July 4, 2024

‘It was a bad, bad situation’

The only thing more bizarre than how the Buffalo Bills lost to the Kansas City Chiefs in the AFC divisional playoff round may be how this loss was handled the next 48 hours.

Obviously, Sean McDermott owed more to the public. Football is religion in Western New York where locals show up at the airport to greet the team after wins and losses to unhealthy extremes. Not to mention the hefty bill they’ll soon foot to fund a new stadium. This 42-36 overtime defeat inflicted the sort of emotional scars that will never heal. Take a drive through Orchard Park, N.Y. and people still fly a Bills flag at half-staff, still agonize over the surreal defeat at Spot Coffee en masse, still look like they encountered the devil himself at the mere mention of Thirteen Seconds. And what did the team’s head man have to say about one of the most epic choke jobs in pro football history? This inexplicable, spear through the heart that ruined one of the city’s best chances at its first championship?

In the immediate aftermath, McDermott refused to get into specifics, saying, “We need to execute better and that starts with me and goes all the way down. … Obviously they made a couple plays down the stretch. So, I’ll just leave it at that right now.”

Two days later, he added nothing: “Our execution, I wish was different. I wish our execution was different.”

Five weeks later, his talking point didn’t change one iota.

No amount of filibustering on and on about the fans will change the fact that he supplied those same fans zero explanation for their torment. But, fine. That’s his prerogative, I suppose. Surely, McDermott said more to his team behind the scenes. Surely, he stood in front of everyone and detailed what went down those fateful 13 seconds and/or provided a sense of real closure because, after all, these are the people who matter most. The players and the coaches who’ve sacrificed so much for him in the name of accountability.
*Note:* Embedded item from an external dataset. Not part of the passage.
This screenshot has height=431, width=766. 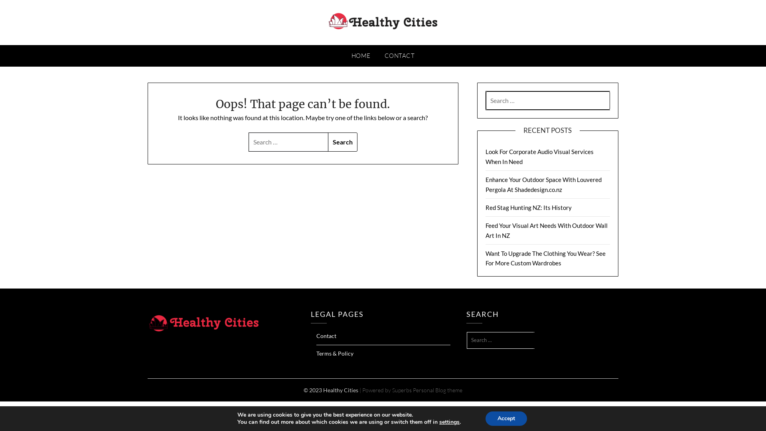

Only, he did not. He held a generic, “We’ll grow from this”-themed address. The position coaches met with their players, then with the personnel department for year-end summaries on each player and… goodbye. Have a nice offseason. That’s it. Nothing was shared openly amongst players and coaches alike. Everything ended very “abruptly,” one team source said.

Many were left wanting more.

“You preach accountability,” one player said. “But you don’t practice it.”